2015-11-13 Thread John-Mark Gurney
Alfred Perlstein wrote this message on Thu, Nov 12, 2015 at 11:35 -0800:
> I'm adding Freebsd-virtualization to this thread as both problems point 
> to some possible issue with FreeBSD as a guest.  (although a bare metal 
> comparison should likely be done as well).
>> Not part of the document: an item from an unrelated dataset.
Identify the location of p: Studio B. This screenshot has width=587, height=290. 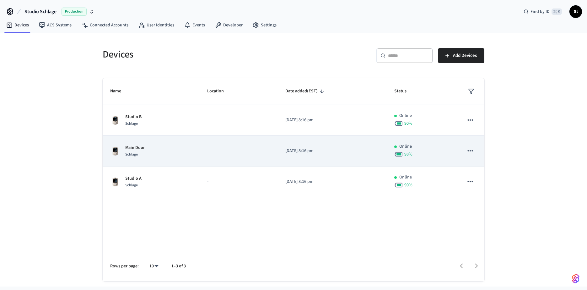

This could simply be a python compiled w/ different compiler and
compiler optimization flags issue...

One easy way to eliminate FreeBSD is to take the Linux version of
python, and run it on FreeBSD using the linux emulator to help ensure
that the performance is the same when running the same binary on the
two OS's...

> On 11/12/15 11:26 AM, Vladimir Bogrecov wrote:
> > Hello,
> >
> > I'm developing a little project on Python 3.5. The server's operating
> > system is FreeBSD 10.2. Today I decided to do a little test "just for fun"
> > and the result has confused me. I ran the following code
> >
> > import random
> > import time
> >
> >
> > def test_sort(size):
> >  sequence = [i for i in range(0, size)]
> >  random.shuffle(sequence)
> >  start = time.time()
> >  ordered_sequence = sorted(sequence)
> >  print(time.time() - start)
> >
> >
> > if __name__ == '__main__':
> >  test_sort(100)
> >
> > on FreeBSD 10.2 x64 and on Debian 8 x64. Both computers was the smallest
> > (5$ per month) virtual machines on the Digital Ocean (
> > https://www.digitalocean.com). The average result on the FreeBSD was 1.5
> > sec, on the Debian 1.0 sec. Both machines was created specially for test
> > and had not any customization. Could you help me to understand why python
> > is so slower on FreeBSD and may be there are some steps I can perform to
> > speed up the python to work not slower than on Debian.
> >
> > I have found in Google the similar question:
> > https://lists.freebsd.org/pipermail/freebsd-python/2012-June/004306.html so
> > it has an interest not only for me.
> >
> > P.S. I really like FreeBSD and I would be happy to solve this issue. If you
> > will have an interest to this issue I can provide SSH access for both
> > machines :)

-- 
  John-Mark Gurney  Voice: +1 415 225 5579

 "All that I will do, has been done, All that I have, has not."